Today New York Times columnist and uber-pundit Thomas Friedman urged Michael Bloomberg to take “one for the country” by running for president this year as an independent (presumably hijacking the Americans Elect ballot lines enabled in no small part by some of Bloomberg’s hedge-fund constituents).
Now I’m not one of those bloggers who thinks of Friedman as The Beast With Seven Heads and Ten Horns; to me he’s mainly the embodiment of yesterday’s zeitgeist, a popularizer of every oversimplistic cliche of the hubristic late 1990s. He’s been very wrong about some things, and remains very right about others (well, at least one thing: the desperate need for non-idiotic policies on energy and the environment). I can understand how people who think the great disaster of our era was the takeover of an essentially anti-militarist and populist Democratic Party by warmongers and plutocrats would hate Friedman with the heat of a thousand suns, which is why his designation as “Wanker of the Decade” by Duncan Black (a.k.a. Atrios) just yesterday was both logical and very popular in the blogopshere.
But although I see Friedman pretty much as a latterday John Naisbitt (author of that trendy middlebrow 1980s compilation of half-truths, Megatrends), his public plea to Bloomberg really does seem designed to confirm Atrios’ accusation that his defining characteristic is world-class narcissism. What seems to be motivating Friedman to call for the upending of a presidential election by a gazillionaire is the inconvenience he suffered during a train trip from New York to Washington (pretty much the boundaries of his mental world, despite all his globetrotting) and his frustration with the petty partisan politicians who are not sufficiently taking Tom Friedman’s advice.
Friedman looks at the two major political parties and does not see traditions, movements, ideologies, constituencies, or communities-of-interest, but instead sees only obstacles to the immediate adoption of his own preferred agenda–described, of course, as the obvious solutions to the country’s most urgent challenges. More specifically, he looks at Barack Obama, who actually supports most of Friedman’s agenda, and sees a well-meaning but feckless man who has been forced by the lilliputians of his party to embrace demagogic trifles like the “Buffet Rule” when he ought to be agitating for “entitlement reform” and “shared sacrifice.”
So like many self-conscious elitists whose idea of leadership is to herd the poor dumb masses along to their appointed destination in the great cattle drive of life, Friedman is a natural Bonapartist, and Bloomberg is the best available Napoleon. Having dismissed Obama and the Democrats as no better than Romney and the Republicans when it comes to the failure to champion Friedman’s specific instructions to America, the columnist does not bother to address the very strong possibility that a Bloomberg candidacy could produce a perverse outcome, such as the election of Mitt Romney by a plurality of voters who embrace a savagely conservative world-view.
If that were to happen, of course, you get the feeling that Friedman would probably attribute it to the parties that failed to melt away or join a Government of National Salvation, or to this generation of Americans who proved themselves unworthy to preserve their country’s role as global hegemon. It would make for many fine columns, and a best-selling book, available in airports everywhere.
All in all, Friedman’s effort to launch a Bloomberg boom isn’t just narcisstic: it shows he’s guilty of a sin that in his own eyes is far, far worse: he’s unserious. Let’s hope Michael Bloomberg has a good laugh and refuses to acccept Friedman’s nomination.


• **Problem**
Restate every record word for word, without the pictures.

----- Extracted data -----

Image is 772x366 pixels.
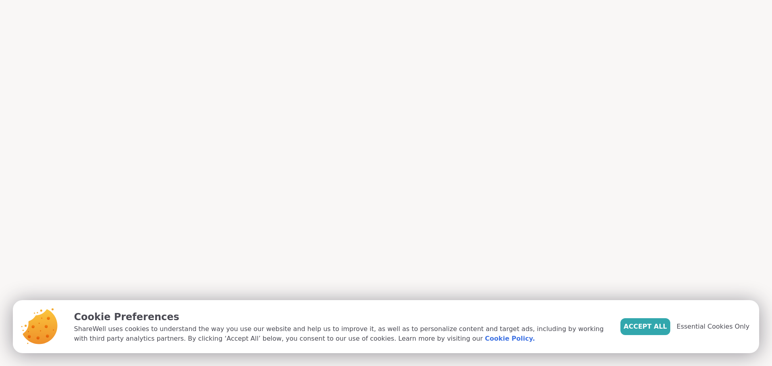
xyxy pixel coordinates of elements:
[624,322,667,332] span: Accept All
[485,334,535,344] a: Cookie Policy.
[620,318,670,335] button: Accept All
[677,322,749,332] span: Essential Cookies Only
[74,324,608,344] p: ShareWell uses cookies to understand the way you use our website and help us to improve it, as we...
[74,310,608,324] p: Cookie Preferences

-----

• **Exercise solution**
Image is 772x366 pixels.
xyxy pixel coordinates of elements:
[624,322,667,332] span: Accept All
[485,334,535,344] a: Cookie Policy.
[620,318,670,335] button: Accept All
[677,322,749,332] span: Essential Cookies Only
[74,324,608,344] p: ShareWell uses cookies to understand the way you use our website and help us to improve it, as we...
[74,310,608,324] p: Cookie Preferences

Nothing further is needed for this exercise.